To her dying day, my aunt maintained that Clyde Lake in the Uintas was named for our family. It certainly seemed plausible. 

My great-grandfather was the chief engineer and construction manager on the early dams on Trial, Washington, and other lakes in that area around 1910. They stored water in the spring and dumped it down the Provo River in the late summer for irrigation companies from Provo to Woodland. The story got grafted into family lore as that sort of thing does, but there was no evidence behind it other than she said so. She was not one to be questioned.

We’ve all camped there through the years, and after a recent hike, a couple of family members started asking about it, and we began to do some digging. It turns out my aunt was wrong. 

One of the first forest rangers up there was John Maycock, and he named the lake after his son, who liked to fish there. The kid’s first name was Clyde. The Maycock cabin is still there on the bank of Trial Lake, one of a few surviving out of several that were built there in the early 1900’s. 

The correction doesn’t change anything. The big glacial slab of polished rock that slopes down into the lake is still as nice a place to each lunch as anywhere on earth.

While digging online for that, I came across a great memoir by the wife of the first dam keeper up there, Marion Clegg. The Clegg family, including little kids, lived there in the summers to manage the reservoir releases for 40 years, beginning in about 1920. 

There was a telephone in the dam keeper’s cabin at Trial Lake in 1913. That’s the year that the Kamas-Woodland Telephone Company was founded. It’s now All West Communications, and provides phone and internet service to a whole lot of people from Empire Pass to Wyoming. 

I don’t know if the phone line that ran 27 miles up the canyon from Kamas to Trial Lake was owned by the phone company or by the reservoir owners. The phone company went broke rather quickly, and if they ran a line 27 miles for one seasonal connection, it’s not hard to see why. But it’s a little hard to get my head around the idea that there was phone service up there in 1913, and there isn’t now. 

The Cleggs ran something of a lodge there in what sounds like a large cabin, originally built to house workers on the dam where you could buy a candy bar there if the squirrels that had free run of the house didn’t get to it first.  

I think of the Uintas as a vast, empty, wild space. 

It kind of is, now, other than it was pretty darn busy over the weekend. 

But 100 years ago, it would have been alive with loggers, road builders (by the 1920s you could drive to Trial Lake in a Model T Ford), livestock operations and recreation people. The cabins at Trial Lake would have been the center of the action.

There had been a history of ice jams clogging the spillways on the dams, causing the spring runoff to wash them out. The first attempt at dam building, an experiment that led to the name Trial Lake, failed. So they decided to inspect the dams in the winter and keep an eye on things. 

There was no winter maintenance on the very primitive road up from Kamas. The article said they instead drove through Woodland, where there was a plowed road (sort of), then snowshoed up the Provo River to Trial Lake. Must have taken days. Those guys were tough. Now they control the release gates on the dams from air conditioned offices in Orem. 

My niece bought a book called “Utah Place Names,” by John VanCott, looking for more documentation. The book says that Dean Lake was named for Dean Clyde without any further context. 

So who the heck is Dean Clyde, and why is there a lake named for him? That’s my grandfather, who was a sheep rancher. His father and grandfather were also in the sheep business, and had grazing permits on the Forest Service land in the general area. 

The Sunday hike was to explore Dean Lake, and it was spectacular, like all of the Uinta Lakes. It was off the trail and took some bushwhacking to get to. We missed it on the way in and had lunch at Bench Lake instead. Nothing wrong with that, and after studying the map a little more, found it on the way out. 

In reading on-line trail guides to find it, I kind of skipped over a weird reference.  There are actually two Dean Lakes in the Uintas, one in Four Lakes Basin and the other off the Bald Mountain trail. There are also two Nobletts Creeks in the general area. No wonder Search & Rescue is so busy. 

Turns out we hiked to the wrong one. The entry in “Utah Place Names” has the coordinates for the other one. That location makes more sense in terms of where the family would have been grazing. It looks like a much longer hike, maybe an overnighter, but I now need to go explore that one. 

I’ll be very disappointed if I learn that Clyde Maycock had a brother named Dean.

Tom Clyde practiced law in Park City for many years. He lives on a working ranch in Woodland and has been writing this column since 1986.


(HOW TO COMPLETE THIS TASK) Tally every line in the data that has the word "image" and report only the total.

Content starts

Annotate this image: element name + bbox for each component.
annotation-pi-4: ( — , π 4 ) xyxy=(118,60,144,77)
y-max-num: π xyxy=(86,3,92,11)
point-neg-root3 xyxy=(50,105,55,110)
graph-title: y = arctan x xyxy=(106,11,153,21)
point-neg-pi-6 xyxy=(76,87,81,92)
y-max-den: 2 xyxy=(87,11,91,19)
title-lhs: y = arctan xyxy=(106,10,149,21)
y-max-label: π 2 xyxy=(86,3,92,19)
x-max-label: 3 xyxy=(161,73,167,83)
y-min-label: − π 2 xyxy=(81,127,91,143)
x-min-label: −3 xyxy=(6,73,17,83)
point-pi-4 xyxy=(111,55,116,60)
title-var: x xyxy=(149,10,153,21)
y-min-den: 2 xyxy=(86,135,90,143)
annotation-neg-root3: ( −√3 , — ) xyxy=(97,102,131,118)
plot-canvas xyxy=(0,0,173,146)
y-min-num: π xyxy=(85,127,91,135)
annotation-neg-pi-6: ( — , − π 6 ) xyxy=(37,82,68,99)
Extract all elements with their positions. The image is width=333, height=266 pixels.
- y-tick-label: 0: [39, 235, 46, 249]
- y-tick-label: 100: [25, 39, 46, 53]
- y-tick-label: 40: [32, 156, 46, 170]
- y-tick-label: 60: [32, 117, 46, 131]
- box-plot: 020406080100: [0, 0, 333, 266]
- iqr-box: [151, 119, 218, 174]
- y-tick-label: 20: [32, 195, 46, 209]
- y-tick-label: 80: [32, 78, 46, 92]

Content ends

(RESPONSE TO THE TASK) 2